Sugar Shack
In 1973, Marvin Gaye produced one of his most popular albums, Let’s Get It On. The next year, he followed it up with a similar hunk of erotic funk, I Want You. Here is the title song from that album:
The New York Times reported that the cover of the album, a painting entitled The Sugar Shack by Ernie Barnes, has just been sold at auction for $15.3 million dollars to a Houston-based hedge fund guy, Bill Perkins.
Aside from this painting, I am not all that familiar with Ernie Barnes’ work. In addition to its use as the cover of I Want You, it also appeared under the closing credits of Good Times. Dyn-o-mite!
Barnes died in 2009. His obituary was fascinating. Barnes had been a professional football player before becoming an artist. He played for the New York Titans, the San Diego Chargers, and the Denver Broncos in the 1960s.
“One day on the playing field I looked up and the sun was breaking through the clouds, hitting the unmuddied areas on the uniforms, and I said, ‘That’s beautiful!’ ” he wrote on a Web site devoted to his work, sundaysgladiators.com. “I knew then that it was all over being a player. I was more interested in art. So I traded my cleats for canvas, my bruises for brushes, and put all the violence and power I’d felt on the field into my paintings.”
That quote seems a bit self-dramatizing, but I found it quite moving. (And Barnes’ reason for giving up football was a lot more noble than mine. I was in 7th grade, playing for the Memorial Junior High Eagles, when coach Hubble came up to me one day to sign me up to play on the 8th grade team. I told I didn’t want to play because I hated going to practice every day after school. In short, I quit out of laziness. Coach Hubble was crestfallen. “Boyd! You can’t do this!”)

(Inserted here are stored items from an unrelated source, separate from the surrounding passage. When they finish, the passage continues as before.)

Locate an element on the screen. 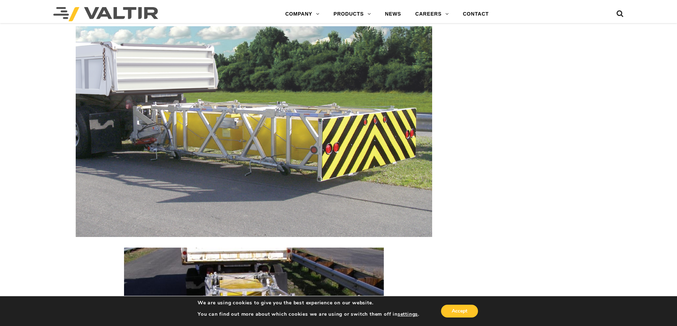 Image resolution: width=677 pixels, height=326 pixels. a: NEWS is located at coordinates (393, 14).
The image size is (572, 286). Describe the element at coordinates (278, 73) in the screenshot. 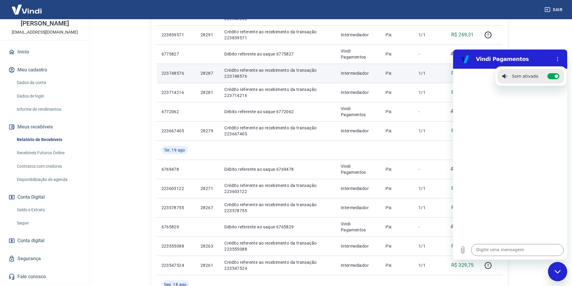

I see `p: Crédito referente ao recebimento da transação 223748576` at that location.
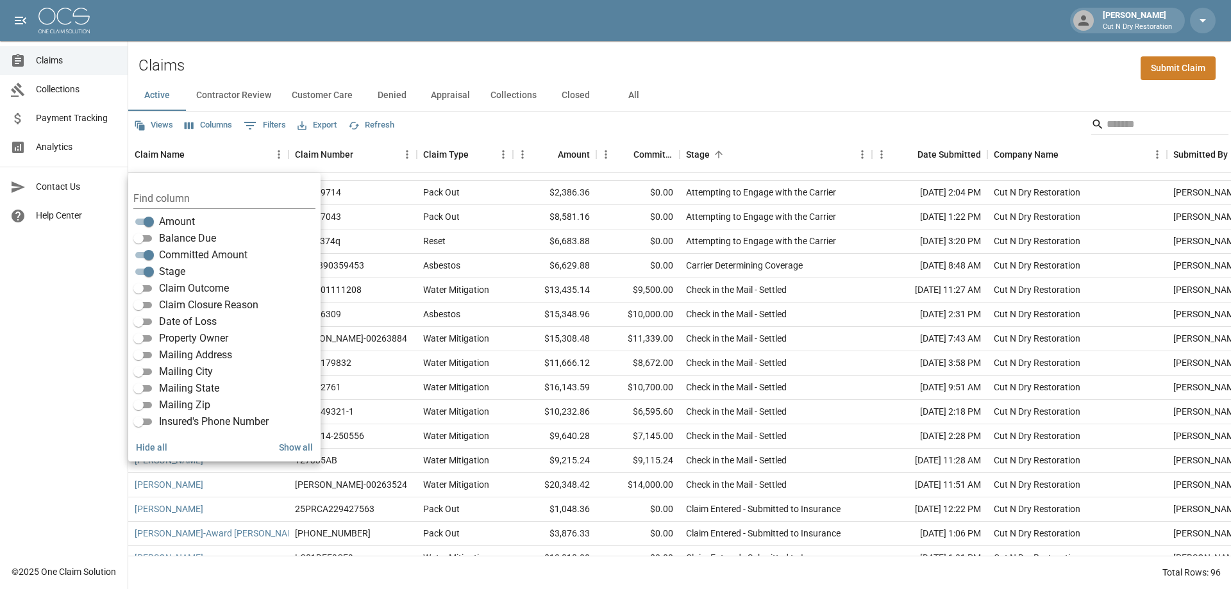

Cristies estimated that the painting would sell for $200,000. So who paid 76.5 times the estimate? Bill Perkins, a Houston-based energy trader. Perkin’s company is called Skylar Energy, and he previously worked for Centaurus Energy, which was John Arnold’s extremely successful energy trading company. Perkins appears to be a fun-loving guy who enjoys playing poker professionally.

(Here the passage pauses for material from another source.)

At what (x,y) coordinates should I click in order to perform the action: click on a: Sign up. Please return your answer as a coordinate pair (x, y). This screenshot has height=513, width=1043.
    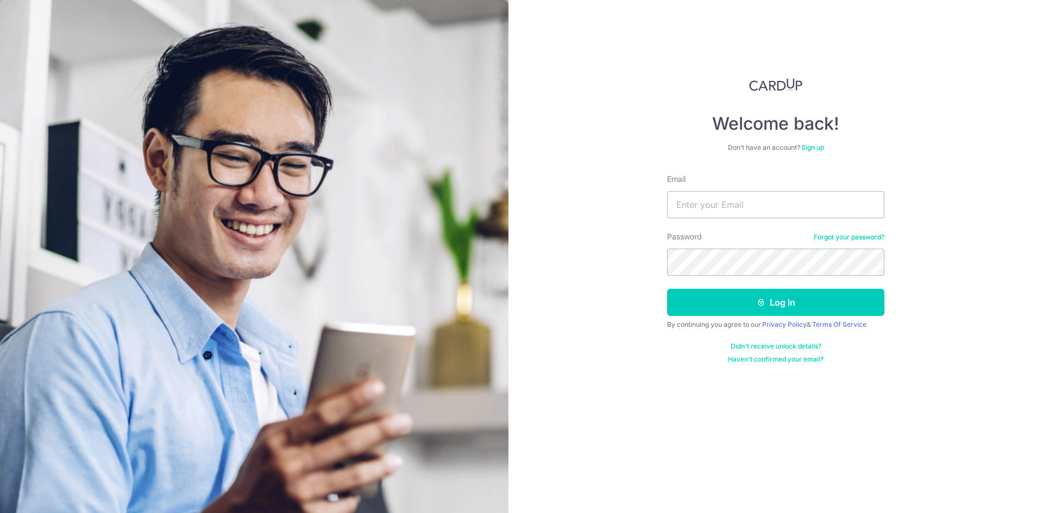
    Looking at the image, I should click on (813, 147).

How did Perkins get interested in art? I’m always kind of interested in how plutocratic types get into art. Is it always as a Veblen good, a thing that becomes more valuable the more you pay for it? An object that confers “class” onto the person who bought it? In short, because Perkins paid 76.5 times the estimate in vigorous bidding against 22 other bidders means that Barnes’ art is now worth a lot of money. If Perkins had a stash of Barnes paintings to sell, I would call it a pump-and-dump scheme. But as reported, his motives are more interesting.
Perkins said he was educated about art in part by Rick Lowe, the Houston-based artist and community organizer, whose Project Row Houses have become a leading example of social practice art. He said he has some other Barnes works, as well as those by Charles White.
Lowe talked about how “the role of the collector is to send a signal of what is important to museums and the world,” Perkins said. “I took this to heart; OK, I am now the defender of certain things, this is my role — to be a steward of certain pieces of art and also have fun doing it.”
He has collected work by Black artists whose value the world had yet to fully recognize. “I’m not the art historian, I’m not the art genius, but I know markets,” he said. “And I know when something is way, way, way out of whack.”
It feels a little self-serving of Lowe to say this to Perkins, a very wealthy man in a position to buy any number of Rick Lowe paintings. But I prefer to think that Lowe was trying to steer Perkins into buying the right stuff. And so, Bill Perkins, if you are reading this, may I recommend to you the work of Nathaniel Donnett, Jamal Cyrus, and Robert Pruitt?